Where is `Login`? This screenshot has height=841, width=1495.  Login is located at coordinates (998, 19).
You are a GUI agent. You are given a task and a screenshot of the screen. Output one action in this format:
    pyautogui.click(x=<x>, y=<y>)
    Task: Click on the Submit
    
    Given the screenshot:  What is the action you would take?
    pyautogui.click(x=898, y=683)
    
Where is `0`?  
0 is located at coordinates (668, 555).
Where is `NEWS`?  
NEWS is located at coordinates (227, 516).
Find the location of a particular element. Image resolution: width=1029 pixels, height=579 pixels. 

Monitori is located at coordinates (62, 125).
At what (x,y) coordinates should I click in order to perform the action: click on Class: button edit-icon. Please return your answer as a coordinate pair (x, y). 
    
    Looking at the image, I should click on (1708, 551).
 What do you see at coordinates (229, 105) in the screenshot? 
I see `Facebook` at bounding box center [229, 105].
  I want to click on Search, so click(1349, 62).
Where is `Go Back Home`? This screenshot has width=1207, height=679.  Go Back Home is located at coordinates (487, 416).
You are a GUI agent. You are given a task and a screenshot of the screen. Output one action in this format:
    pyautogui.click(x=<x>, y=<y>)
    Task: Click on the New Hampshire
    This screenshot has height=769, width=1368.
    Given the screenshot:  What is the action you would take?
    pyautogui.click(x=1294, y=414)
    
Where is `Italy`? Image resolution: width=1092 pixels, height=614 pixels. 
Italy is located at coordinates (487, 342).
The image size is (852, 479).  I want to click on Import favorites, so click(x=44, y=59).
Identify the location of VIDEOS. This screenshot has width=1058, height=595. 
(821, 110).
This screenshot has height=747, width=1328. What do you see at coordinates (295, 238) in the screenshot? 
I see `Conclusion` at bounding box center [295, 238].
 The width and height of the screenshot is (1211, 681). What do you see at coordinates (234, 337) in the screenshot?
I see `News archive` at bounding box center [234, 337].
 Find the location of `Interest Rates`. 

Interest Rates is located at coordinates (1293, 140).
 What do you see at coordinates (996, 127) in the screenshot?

————————

▶ YOUR ASSIGNMENT: Every entry above must be reproduced word for word.

▶ REPLY:
Where is `Login`? This screenshot has height=841, width=1495.  Login is located at coordinates (998, 19).
You are a GUI agent. You are given a task and a screenshot of the screen. Output one action in this format:
    pyautogui.click(x=<x>, y=<y>)
    Task: Click on the Submit
    
    Given the screenshot:  What is the action you would take?
    pyautogui.click(x=898, y=683)
    
Where is `0`?  
0 is located at coordinates (668, 555).
Where is `NEWS`?  
NEWS is located at coordinates (227, 516).
Find the location of a particular element. Image resolution: width=1029 pixels, height=579 pixels. 

Monitori is located at coordinates (62, 125).
At what (x,y) coordinates should I click in order to perform the action: click on Class: button edit-icon. Please return your answer as a coordinate pair (x, y). 
    
    Looking at the image, I should click on (1708, 551).
 What do you see at coordinates (229, 105) in the screenshot? 
I see `Facebook` at bounding box center [229, 105].
  I want to click on Search, so click(1349, 62).
Where is `Go Back Home`? This screenshot has width=1207, height=679.  Go Back Home is located at coordinates (487, 416).
You are a GUI agent. You are given a task and a screenshot of the screen. Output one action in this format:
    pyautogui.click(x=<x>, y=<y>)
    Task: Click on the New Hampshire
    This screenshot has height=769, width=1368.
    Given the screenshot:  What is the action you would take?
    pyautogui.click(x=1294, y=414)
    
Where is `Italy`? Image resolution: width=1092 pixels, height=614 pixels. 
Italy is located at coordinates (487, 342).
The image size is (852, 479).  I want to click on Import favorites, so click(x=44, y=59).
Identify the location of VIDEOS. This screenshot has width=1058, height=595. 
(821, 110).
This screenshot has height=747, width=1328. What do you see at coordinates (295, 238) in the screenshot? 
I see `Conclusion` at bounding box center [295, 238].
 The width and height of the screenshot is (1211, 681). What do you see at coordinates (234, 337) in the screenshot?
I see `News archive` at bounding box center [234, 337].
 Find the location of `Interest Rates`. 

Interest Rates is located at coordinates (1293, 140).
 What do you see at coordinates (996, 127) in the screenshot?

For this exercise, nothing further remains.